More COVID-19 Takings Claims – Professional Beauty Federation Sues California

by: Joseph Grather
14 May 2020

I’m not keeping a running tally, but the list of suits challenging broad executive “shutdown” orders grows daily.  Everyone who has gone without a haircut for the last 60+ days (including yours truly) are rooting for the licensed beauticians to succeed!  The full text of the complaint is found here.  The gist of the takings’ claim lies in the assertion that plaintiffs and the other 500,000 licensed beauticians are barred from using State issued licenses without “just compensation.”  The licenses are the “property” allegedly taken.

Plaintiffs also raise an equal protection argument because – much like other State’s Orders – “essential” businesses are allowed to continue to operate while plaintiffs “have ceased licensed operations and have had no income from their respective Board-licensed activities in the beauty  professions since the Defendants issued the Orders.” The critical fact in this case is that workers supporting the entertainment industry are declared essential, including “beauticians, hair stylists, and manicurists” employed by film studios.  Whereas, privately Stated-licensed “beauticians, hair stylists, and manicurists” are “non-essential” and barred from operating (even if they could comply with CDC “social distancing” guidelines).

Overly broad Executive Orders that facially provide preferential treatment to one class of persons may violate the Equal Protection Clause of hte 14th Amendment, and should not withstand judicial scrutiny even in the face of a national pandemic, especially where our collective efforts have resulted in a flattening of the virus curve.  Advocates of these individual liberties which are guaranteed to all Americans suggest that now it is time to flatten the economic curve and let those people who want to return to work, return to work.  The judicial branch has always been the best check on executive power, and our courts should be reviewing where Executive Orders may have gone too far.

While the framers of our Constitution might not have imagined times such as these, they crafted a Constitution that limited and separated governmental powers and reposed all power in the People.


Needed from the data below: every line from the one with "The height and width of the screenshot is (383, 680)." up to and including the one with "Task: Click on the h3: : GESTAO", repeated exactly and with nothing else.

Collection entries:
# # #
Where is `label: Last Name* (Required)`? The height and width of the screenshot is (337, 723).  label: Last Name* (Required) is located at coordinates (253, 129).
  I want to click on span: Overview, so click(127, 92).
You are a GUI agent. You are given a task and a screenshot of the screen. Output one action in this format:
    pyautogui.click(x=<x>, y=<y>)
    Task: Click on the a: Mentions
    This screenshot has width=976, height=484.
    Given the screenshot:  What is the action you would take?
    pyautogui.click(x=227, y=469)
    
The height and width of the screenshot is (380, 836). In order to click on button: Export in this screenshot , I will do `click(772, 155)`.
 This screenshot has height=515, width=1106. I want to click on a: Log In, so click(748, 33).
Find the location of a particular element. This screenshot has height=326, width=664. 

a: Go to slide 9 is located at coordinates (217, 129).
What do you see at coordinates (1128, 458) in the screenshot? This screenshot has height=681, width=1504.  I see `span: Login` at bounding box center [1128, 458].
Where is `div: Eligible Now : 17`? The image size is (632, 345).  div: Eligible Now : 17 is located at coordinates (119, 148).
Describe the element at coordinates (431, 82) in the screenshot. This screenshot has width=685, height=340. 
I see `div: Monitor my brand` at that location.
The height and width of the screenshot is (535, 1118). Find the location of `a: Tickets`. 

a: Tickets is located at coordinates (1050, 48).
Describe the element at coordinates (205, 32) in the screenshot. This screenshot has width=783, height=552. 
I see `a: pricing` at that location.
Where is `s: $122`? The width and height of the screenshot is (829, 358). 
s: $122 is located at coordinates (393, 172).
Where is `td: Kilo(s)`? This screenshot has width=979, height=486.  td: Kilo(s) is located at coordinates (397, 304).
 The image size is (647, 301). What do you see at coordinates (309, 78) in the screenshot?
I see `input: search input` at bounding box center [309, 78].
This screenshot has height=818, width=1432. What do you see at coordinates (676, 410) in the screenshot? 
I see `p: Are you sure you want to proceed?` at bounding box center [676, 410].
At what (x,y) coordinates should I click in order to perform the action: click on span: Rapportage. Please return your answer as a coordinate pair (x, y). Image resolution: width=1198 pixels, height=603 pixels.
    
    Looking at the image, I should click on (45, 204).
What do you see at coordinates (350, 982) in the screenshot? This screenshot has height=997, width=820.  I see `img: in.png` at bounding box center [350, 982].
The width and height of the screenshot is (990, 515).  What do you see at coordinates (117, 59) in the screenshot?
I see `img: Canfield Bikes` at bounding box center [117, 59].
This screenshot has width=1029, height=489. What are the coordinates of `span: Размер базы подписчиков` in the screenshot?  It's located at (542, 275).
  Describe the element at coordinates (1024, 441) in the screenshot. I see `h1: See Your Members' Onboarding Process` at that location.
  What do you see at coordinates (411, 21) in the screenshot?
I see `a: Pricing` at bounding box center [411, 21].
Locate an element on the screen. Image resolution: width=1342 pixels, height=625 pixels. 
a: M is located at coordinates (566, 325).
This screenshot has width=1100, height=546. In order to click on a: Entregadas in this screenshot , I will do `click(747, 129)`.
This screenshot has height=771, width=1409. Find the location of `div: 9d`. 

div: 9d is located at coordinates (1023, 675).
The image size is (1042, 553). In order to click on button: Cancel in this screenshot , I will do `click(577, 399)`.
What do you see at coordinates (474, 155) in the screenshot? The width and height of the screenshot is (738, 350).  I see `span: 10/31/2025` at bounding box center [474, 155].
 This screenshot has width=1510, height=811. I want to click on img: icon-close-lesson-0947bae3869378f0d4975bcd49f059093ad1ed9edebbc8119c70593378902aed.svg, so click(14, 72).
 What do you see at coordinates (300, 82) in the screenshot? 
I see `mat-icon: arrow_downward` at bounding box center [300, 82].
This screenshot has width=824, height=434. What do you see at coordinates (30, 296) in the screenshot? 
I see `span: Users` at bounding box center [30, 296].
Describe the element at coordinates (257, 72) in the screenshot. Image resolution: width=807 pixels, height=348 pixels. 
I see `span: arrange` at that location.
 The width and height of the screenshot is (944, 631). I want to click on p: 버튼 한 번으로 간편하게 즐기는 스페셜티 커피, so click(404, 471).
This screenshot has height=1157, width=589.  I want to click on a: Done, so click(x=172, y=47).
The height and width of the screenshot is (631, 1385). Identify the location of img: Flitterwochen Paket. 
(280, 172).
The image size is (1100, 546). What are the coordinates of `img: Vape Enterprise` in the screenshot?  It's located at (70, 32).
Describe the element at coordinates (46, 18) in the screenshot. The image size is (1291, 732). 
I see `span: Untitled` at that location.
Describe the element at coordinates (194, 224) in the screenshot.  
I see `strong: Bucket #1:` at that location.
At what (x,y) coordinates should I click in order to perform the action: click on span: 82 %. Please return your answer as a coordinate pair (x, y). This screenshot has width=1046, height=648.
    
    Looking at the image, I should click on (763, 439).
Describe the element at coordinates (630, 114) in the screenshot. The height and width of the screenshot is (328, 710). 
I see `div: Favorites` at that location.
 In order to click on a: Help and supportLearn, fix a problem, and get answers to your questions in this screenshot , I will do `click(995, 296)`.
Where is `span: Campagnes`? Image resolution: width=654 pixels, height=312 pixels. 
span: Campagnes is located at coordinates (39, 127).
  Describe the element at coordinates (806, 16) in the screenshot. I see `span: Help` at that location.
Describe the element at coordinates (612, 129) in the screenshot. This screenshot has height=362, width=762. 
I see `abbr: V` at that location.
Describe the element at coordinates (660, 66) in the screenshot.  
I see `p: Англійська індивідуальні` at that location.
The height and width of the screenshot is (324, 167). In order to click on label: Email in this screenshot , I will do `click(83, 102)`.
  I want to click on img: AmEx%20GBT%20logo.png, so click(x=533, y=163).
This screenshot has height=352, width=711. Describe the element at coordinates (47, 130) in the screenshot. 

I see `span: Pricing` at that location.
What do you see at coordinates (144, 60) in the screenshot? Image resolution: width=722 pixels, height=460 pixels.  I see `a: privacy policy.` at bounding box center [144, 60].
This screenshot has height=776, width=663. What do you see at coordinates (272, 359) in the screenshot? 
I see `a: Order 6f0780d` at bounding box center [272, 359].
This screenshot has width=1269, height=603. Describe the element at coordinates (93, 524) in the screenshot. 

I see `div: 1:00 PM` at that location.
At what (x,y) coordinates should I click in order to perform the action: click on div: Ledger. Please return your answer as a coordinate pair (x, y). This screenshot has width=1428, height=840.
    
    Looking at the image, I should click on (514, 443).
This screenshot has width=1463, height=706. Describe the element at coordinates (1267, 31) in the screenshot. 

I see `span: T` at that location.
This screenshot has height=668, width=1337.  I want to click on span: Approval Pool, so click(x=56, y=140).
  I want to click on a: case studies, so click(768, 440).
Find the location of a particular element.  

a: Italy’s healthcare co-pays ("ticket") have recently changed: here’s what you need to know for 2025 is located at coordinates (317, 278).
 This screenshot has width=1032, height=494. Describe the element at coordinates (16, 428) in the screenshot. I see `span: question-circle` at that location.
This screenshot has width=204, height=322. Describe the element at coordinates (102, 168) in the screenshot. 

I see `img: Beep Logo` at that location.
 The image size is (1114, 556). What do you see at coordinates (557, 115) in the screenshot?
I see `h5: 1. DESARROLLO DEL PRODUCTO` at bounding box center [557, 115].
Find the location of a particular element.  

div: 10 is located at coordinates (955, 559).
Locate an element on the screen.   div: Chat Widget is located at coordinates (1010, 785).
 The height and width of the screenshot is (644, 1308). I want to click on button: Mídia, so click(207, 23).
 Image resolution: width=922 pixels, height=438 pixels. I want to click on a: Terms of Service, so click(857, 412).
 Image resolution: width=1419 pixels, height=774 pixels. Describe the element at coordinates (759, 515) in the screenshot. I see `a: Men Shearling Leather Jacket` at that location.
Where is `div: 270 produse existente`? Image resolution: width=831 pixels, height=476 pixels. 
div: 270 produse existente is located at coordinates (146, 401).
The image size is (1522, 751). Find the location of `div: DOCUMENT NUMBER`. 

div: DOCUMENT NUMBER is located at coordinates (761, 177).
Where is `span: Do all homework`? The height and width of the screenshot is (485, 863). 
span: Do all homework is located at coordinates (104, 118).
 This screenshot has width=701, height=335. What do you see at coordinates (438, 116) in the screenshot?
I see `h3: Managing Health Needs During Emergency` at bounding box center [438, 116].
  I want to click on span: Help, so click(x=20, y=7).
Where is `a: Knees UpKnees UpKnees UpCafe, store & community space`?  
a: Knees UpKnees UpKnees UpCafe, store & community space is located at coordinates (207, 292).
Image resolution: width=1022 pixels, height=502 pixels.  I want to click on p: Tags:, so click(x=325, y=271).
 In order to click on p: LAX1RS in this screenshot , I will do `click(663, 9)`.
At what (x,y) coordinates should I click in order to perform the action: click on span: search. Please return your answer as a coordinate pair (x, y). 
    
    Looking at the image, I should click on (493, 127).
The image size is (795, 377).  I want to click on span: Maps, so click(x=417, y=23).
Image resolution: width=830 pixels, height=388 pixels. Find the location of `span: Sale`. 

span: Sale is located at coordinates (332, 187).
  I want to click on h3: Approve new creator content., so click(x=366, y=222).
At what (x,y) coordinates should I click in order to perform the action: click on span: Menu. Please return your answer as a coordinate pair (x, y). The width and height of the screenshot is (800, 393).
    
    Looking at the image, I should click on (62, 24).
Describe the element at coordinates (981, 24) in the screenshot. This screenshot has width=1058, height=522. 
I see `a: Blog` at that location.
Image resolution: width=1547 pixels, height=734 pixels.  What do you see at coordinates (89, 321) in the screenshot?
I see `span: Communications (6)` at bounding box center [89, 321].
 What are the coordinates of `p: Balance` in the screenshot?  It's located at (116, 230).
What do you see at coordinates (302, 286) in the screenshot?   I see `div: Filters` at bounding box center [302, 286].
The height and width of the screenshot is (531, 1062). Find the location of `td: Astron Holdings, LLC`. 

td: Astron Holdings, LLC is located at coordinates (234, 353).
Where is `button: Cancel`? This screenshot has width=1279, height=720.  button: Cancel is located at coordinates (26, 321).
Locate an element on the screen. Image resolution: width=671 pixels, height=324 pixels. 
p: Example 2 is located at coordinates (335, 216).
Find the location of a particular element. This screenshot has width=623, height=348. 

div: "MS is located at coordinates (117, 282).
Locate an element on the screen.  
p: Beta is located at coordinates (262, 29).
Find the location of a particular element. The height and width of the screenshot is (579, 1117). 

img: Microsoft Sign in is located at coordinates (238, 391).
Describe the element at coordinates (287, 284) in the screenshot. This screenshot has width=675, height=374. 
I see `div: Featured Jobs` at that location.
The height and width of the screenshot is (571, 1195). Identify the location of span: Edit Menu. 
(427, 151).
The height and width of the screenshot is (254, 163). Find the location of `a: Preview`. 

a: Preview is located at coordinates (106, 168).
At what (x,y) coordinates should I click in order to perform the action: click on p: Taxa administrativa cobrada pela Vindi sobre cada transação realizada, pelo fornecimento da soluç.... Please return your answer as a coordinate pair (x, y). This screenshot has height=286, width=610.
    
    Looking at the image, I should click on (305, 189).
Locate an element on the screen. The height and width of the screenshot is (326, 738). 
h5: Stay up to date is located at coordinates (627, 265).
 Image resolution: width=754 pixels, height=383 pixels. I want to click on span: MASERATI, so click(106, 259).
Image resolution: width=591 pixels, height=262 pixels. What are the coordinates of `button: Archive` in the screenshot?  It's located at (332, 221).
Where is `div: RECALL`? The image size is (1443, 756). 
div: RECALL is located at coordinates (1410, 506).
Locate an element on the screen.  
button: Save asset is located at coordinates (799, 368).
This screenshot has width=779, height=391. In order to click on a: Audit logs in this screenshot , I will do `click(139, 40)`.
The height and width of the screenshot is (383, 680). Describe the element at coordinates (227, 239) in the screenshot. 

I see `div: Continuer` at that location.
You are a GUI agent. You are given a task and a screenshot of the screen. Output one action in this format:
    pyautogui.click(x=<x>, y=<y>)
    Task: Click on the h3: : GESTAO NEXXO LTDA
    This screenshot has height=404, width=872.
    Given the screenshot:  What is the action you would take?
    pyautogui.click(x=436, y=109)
# # #
▸ RESPONSE TO THIS TASK:
The height and width of the screenshot is (383, 680). Describe the element at coordinates (227, 239) in the screenshot. 

I see `div: Continuer` at that location.
You are a GUI agent. You are given a task and a screenshot of the screen. Output one action in this format:
    pyautogui.click(x=<x>, y=<y>)
    Task: Click on the h3: : GESTAO NEXXO LTDA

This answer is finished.